Saturday, August 7, 2010

quotations

I had my "quotations" document open today, and thought others might be interested in my small-but-growing collection:

What we hope to do with ease, we must learn first to do with diligence. -Samuel Johnson

"You WILL carry out God's purpose. But it makes a difference to you whether you serve like Judas or like John." CS Lewis

Frodo: What are we holding onto, Sam?
Sam: That there's some good in this world, Mr. Frodo... and it's worth fighting for.
-JRR Tolkien

"Don't worry about what you do not understand... Worry
about what you do understand in the Bible but do not
live by." ~Corrie ten Boom

"The difference between the easy way and hard way is that the hard way works" - Terry Prachet

"Close the door. Write with no one looking over your shoulder. Don't try to figure out what other people want to hear from you; figure out what you have to say. It's the one and only thing you have to offer."~Barbara Kingsolver

In stuffing my face, I neglect my spiritual life. I turn to the refrigerator instead of turning to prayer.  -Joe Carter

"We are not walking with Our Lord unless we are spontaneously depriving ourselves of many things that our whims, vanity, pleasure or self-interest clamour for. Not a single day should pass that has not been seasoned with the salt and grace of mortification; and, please get rid of the idea that you would then be miserable. What a sad little happiness you will have if you don't learn to overcome yourself, if you let your passions and fancies dominate and crush you, instead of courageously taking up your cross!" (Friends of God, 129) - St. Josemaría Escrivá

"Years ago, in an interview in Saturday Review, novelist Elmore Leonard was asked what made his novels so successful. Here is a guy who has written at least a dozen bestsellers, and has kept up his success for a couple decades, so I was really focused on his answer. It was brilliant in its simplicity: 'I tend to leave out the parts people skip.'" - unknown columnist.

The only thing I would add to this, as neither a wise apostle nor a zealous reformer, is that I am learning something very valuable from Luther as my young children get a little older (the oldest is approaching double digits). It is very tempting for me to think that I have completed my job as a Christian father when I have taught my kids how to be good. I think it is literally a temptation: It would be a parental sin, a sin of the foolish variety, to launch my children into adulthood armed with nothing but the advice not to sin. What they really need is the knowledge of how to deal with sin and guilt as they all-too-predictably acquire it. I don’t want them to be blindsided by the fact that they are sinners, or uninformed about what to do with consciences that rightly condemn them. They need to learn the Christian skill of taking it to God, of walking in the light, of believing Christ boldly, rejoicing, and praying boldly. –Fred Sanders

4 comments:

Amber said...

Great quotes, thanks for sharing them!

I consider that Tolkien quote as instrumental in my conversion to Christianity. I can still remember vividly when I came across it when I first read the series about 7 years ago. It made something click inside of me that totally turned a corner in what I was thinking and where I was willing to look for truth.

MomCO3 said...

I like these quotes. Listen to David Wilcox's song "Show the Way"-- I'm sure you'll have a quote in there you'll love, too.
Annie

pentamom said...

LOVE than Leonard quote. Even some of my favorite authors don't follow that one -- Sayers' insanely complicated puzzles, Tolkien's interminable descriptions of a stretch of grass, etc. Sometimes slogging through (or even reading around) that kind of thing is still very worth it, but I know I've had "fun" reading a book if the thought "Oh, not more of THAT" never crossed my mind during the whole thing.

Jessica Snell said...

Annie, I finally went and listened to the Wilcox song - sorry it took so long. I'm trying to decide if I like it or not . . . it's almost "felix culpa" ("happy fall" theology - or, "it's good evil happens because then good can happen to fix it"), which I don't like . . . but I do like the part about it looking like a close call, with the hero almost too late . . . but not because love set it up that way, but because that was the only way that it DID happen . . . oh dear, I'm too tired and tangled to say what I mean right now. But I listened to it and now I'm thinking about it and thank you or pointing me in Wilcox's direction, because he's certainly thought-provoking.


▶ Your goal
Note every line in the entries that contains the string "edge", and copy it.

▶ Material for the task
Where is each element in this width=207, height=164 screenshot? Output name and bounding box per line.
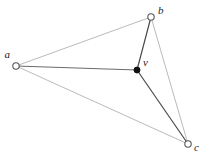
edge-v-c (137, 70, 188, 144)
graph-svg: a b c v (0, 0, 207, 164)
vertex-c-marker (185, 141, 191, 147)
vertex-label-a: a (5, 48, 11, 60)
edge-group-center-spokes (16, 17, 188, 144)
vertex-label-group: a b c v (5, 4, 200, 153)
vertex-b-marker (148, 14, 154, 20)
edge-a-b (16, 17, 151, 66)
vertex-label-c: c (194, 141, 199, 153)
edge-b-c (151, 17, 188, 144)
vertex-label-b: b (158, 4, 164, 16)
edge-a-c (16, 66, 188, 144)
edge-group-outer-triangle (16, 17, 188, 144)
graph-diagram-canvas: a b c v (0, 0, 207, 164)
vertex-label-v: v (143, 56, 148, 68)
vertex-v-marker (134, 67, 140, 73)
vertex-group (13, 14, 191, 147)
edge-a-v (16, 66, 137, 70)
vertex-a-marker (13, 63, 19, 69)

▶ Reply to the task
edge-v-c (137, 70, 188, 144)
edge-group-center-spokes (16, 17, 188, 144)
edge-a-b (16, 17, 151, 66)
edge-b-c (151, 17, 188, 144)
edge-a-c (16, 66, 188, 144)
edge-group-outer-triangle (16, 17, 188, 144)
edge-a-v (16, 66, 137, 70)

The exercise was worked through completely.